Done with the semester
I finally got my last paper done and printed today. That means I’m officially done with my third semester at Wartburg, and that means that I am officially halfway through the (academic) work for my M.Div.! Just three more semesters of school and a year-long internship to go…
Wartburg Oktoberfest 2008 Pictures
Pictures from this year’s Oktoberfest celebration are now up in my Picasa space. Check them out:
Edit: Moved pictures to my own domain.
Also, here are some pictures from Oktoberfest 2007:
Student Technology Task Force
Here’s something genuinely unexpected: The WAS Council today voted to form a Student Technology Task Force and appointed me the head of it. We’ll be looking for ideas on how to advance technology on campus and working with the administration to implement solutions. I’m pretty excited – hopefully we can get something done.
Wartburg Updates
I haven’t written much lately, and hardly anything about Wartburg. So a quick update:
- I was elected co-president of the “middler” class (second year students) along with my classmate Jealaine Marple. Last year was a pretty good experience, and if I keep moving up like this (last year I was co-vice-president), I expect to be elected Benevolent World Dictator for Life by the year 2047.
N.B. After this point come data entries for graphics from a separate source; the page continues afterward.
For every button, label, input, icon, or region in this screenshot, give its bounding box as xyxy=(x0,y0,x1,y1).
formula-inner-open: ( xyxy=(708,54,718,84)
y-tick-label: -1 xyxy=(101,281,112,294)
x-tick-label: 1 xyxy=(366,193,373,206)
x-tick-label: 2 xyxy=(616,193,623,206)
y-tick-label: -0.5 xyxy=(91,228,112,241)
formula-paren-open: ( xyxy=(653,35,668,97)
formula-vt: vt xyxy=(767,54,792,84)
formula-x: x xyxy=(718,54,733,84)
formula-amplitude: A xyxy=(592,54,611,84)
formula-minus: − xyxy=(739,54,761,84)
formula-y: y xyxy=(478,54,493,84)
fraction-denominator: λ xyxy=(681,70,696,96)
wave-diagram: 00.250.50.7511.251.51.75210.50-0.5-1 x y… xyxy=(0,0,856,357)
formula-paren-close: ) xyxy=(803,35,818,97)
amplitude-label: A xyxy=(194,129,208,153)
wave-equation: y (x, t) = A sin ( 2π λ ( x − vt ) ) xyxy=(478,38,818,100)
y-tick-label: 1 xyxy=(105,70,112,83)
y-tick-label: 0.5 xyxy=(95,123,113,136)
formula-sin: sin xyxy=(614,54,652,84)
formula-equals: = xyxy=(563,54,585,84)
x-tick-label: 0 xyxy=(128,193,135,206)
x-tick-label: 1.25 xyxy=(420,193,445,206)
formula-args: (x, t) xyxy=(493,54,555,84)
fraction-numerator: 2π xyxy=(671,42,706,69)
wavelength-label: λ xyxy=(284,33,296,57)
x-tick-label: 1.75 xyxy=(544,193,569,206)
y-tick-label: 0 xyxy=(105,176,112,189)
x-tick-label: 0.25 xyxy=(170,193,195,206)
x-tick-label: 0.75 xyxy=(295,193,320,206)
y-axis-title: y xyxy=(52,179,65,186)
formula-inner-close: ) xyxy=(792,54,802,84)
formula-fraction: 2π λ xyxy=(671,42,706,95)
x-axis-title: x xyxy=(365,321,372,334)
- Remember that proposal I wrote on about church demographics and websites about six weeks ago? It looks like it’s going to turn into a real research project. I’ll be doing that for my independent study project this J-Term. Jennifer’s due January 18, and she told me that if I wanted to go abroad for J-Term this year, I might as well buy a one-way ticket! So I’m Dubuque bound this year, but I’m excited about the project and even more excited about the reason for staying close to home.
- My Endorsement interview is coming up here at Wartburg on October 15. Pray for me! Two members of the Central States Synod Candidacy Committee are flying up here to interview me and one other student. This is the second step in the four-step process leading to ordination, and it serves as the authorization to go on next year’s year-long internship. You can read more on the process in the ELCA, though the people in that slideshow look waaay holier than I do.
Remove Horizon (Dynix) automatic refresh
I find the automatic refresh on my seminary library’s catalog really annoying. I like to open up lots of tabs of results and then evaluate them later. Horizon (Dynix) doesn’t let me do that – those tabs auto-refresh to the main search page after 6 or 7 minutes. I can always press the back button on each of those tabs, but it shouldn’t have to be that way.
Thus, I decided to learn Greasemonkey scripting. There’s a great online book to help you learn, and Greasemonkey is very intuitive.
The onLoad attribute of the body tag calls “setTimer(); setfocus();”. setTimer() is the culprit. So here’s the one-liner to get rid of that (and keep setfocus()):
document.body.setAttribute('onload', 'setfocus();');
Quick and easy. You can install my very first Greasemonkey script here: dynix_norefresh.user.js. You will, of course, need the Greasemonkey Add-on for Firefox.